I think its going to be increasingly difficult to detect AI written work, I think software tools would struggle to detect it.
To be honest I personally am not going to bother fighting what might be a loosing battle. Trying to investigate which scripts are AI vs legit is going to become a huge time suck. Currently the marking time allocated in my workload is far lower then it normally takes. So hunting for AI scripts personally would just make the work of marking even more miserable.
Yes this is a drop in academic standards, but that already happened at my failing seaside institution.
My course has been dumbed down significantly, our entry tariff has dropped. Perhaps AI plagourism could be easily fought by introducing more formal written exams into the course. We currently don't have exams and the degree is 100% coursework - this one of the big selling points of our degree (alongside the main selling point of we are in a party town -woop). In my institution management would resist traditional exams because the "customers" would complain/melt-down. We already are under pressure to simplify our already basic assessments due to our pretty weak cohort struggling with the basics.
In my school management would likely see AI written assessments as a net positive. Grades could go up, more students pass, retention improved. They don't seem to care about academic standards beyond maximising student numbers and giving them a "smooth - safe" path to an easily attained degree.
Personal I think HE is dumpster fire and AI assessments are not the hill I'd personally die on. Management isn't going to help by either improving curriculum/exams, they certainly won't allocate more time/resources to discover the misconduct. Then you have all the extra meetings around misconduct panels - a huge amount of time not reflected in the workload. And if the customer errr. I mean... "student"is found "guilty" they will just get a gentle slap on the wrist with minimal consequences.
I'm personally working very hard on an escape plan and focusing on getting out of HE. In the meantime I'm not going to be looking too hard for academic misconduct (AI or otherwise) when I'm trying to streamline my workload to free up time to moon light.
Cynical yes - but I think in my institution with its current (not very good) management, the battle has already been lost. When you become "recruit at all costs" you've already lost the tools to retain academic standards.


ACTION ITEM — All entries must be transcribed without a single difference.

Records from a collection of figures —
####################

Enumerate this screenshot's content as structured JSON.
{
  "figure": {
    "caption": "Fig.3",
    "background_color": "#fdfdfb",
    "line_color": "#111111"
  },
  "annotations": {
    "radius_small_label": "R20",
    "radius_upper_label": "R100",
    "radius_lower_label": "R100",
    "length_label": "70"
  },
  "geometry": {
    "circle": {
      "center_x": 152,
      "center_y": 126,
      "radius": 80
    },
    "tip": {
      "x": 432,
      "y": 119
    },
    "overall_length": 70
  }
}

####################

RESPONSE TO THE EXERCISE —
Enumerate this screenshot's content as structured JSON.
{
  "figure": {
    "caption": "Fig.3",
    "background_color": "#fdfdfb",
    "line_color": "#111111"
  },
  "annotations": {
    "radius_small_label": "R20",
    "radius_upper_label": "R100",
    "radius_lower_label": "R100",
    "length_label": "70"
  },
  "geometry": {
    "circle": {
      "center_x": 152,
      "center_y": 126,
      "radius": 80
    },
    "tip": {
      "x": 432,
      "y": 119
    },
    "overall_length": 70
  }
}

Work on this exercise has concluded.